THE START OF HIP HOP JOURNALISM
The late Robert Ford Jr and myself pioneered coverage of this urban art form
In June 1978 I took the D train up to the Bronx with my mentor Robert ‘Rocky’ Ford. I was a college student interning at both the black weekly the Amsterdam News and Billboard, while Rocky was staff member in production at Billboard who also contributed articles. He’d gotten word from the owner of Downstairs records, a store located in the 42nd Street and Sixth Avenue subway station, that mobile jocks from uptown were buying cut outs (discounted) records in huge volumes. One of those DJs, a guy called Kool Herc, was doing a performance in the Taft High School yard. We went up to check it out. Whe played wasn’t the string and horn heavy disco filling New York night spots. He was spinning what he called “b-beats” or break beats from old, often obscure records.

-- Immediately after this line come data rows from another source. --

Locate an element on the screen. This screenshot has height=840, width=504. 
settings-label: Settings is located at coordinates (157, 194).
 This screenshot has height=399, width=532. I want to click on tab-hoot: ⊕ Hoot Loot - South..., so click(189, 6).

I published an article in the Amsterdam News dated July 1, ‘DJ HERC AND HIS B BEATS’ and Rocky did an an article, ‘B-Beats Bombarding Bronx,’ in the July 1 issue of Billboard. Far as I know these are the first articles on what we now call hip-hop. In the May 5, 1979 issue Rocky did a follow up more focused on the rapping DJs, ‘Jive Talking N.Y. DJs Rapping Away at NY Discos.’ Rocky got so taken with the scene he recruited a Harlem rapper named Kurtis Blow to record a Christmas record, “Christmas Rappin’.” That record would be one of the many mentioned in the November ‘79 piece I co-wrote with disco editor Radcliffe Joe, a piece that came out in the wake of the Sugar Hill Gang’s release of “Rapper’s Delight” on Septmber 19, 1979. I was twenty years old when I published that piece in the Am News. I was just trying to get a by-line. I had no idea I was part of identifying one of the most important cultural movemenst of the last fifty years. Rocky died in May 2020, but was very proud of the role in played in hip hop as a journalist and record producer. I am eternally grateful to Rocky for letting me tag along and report with him forty-five years ago.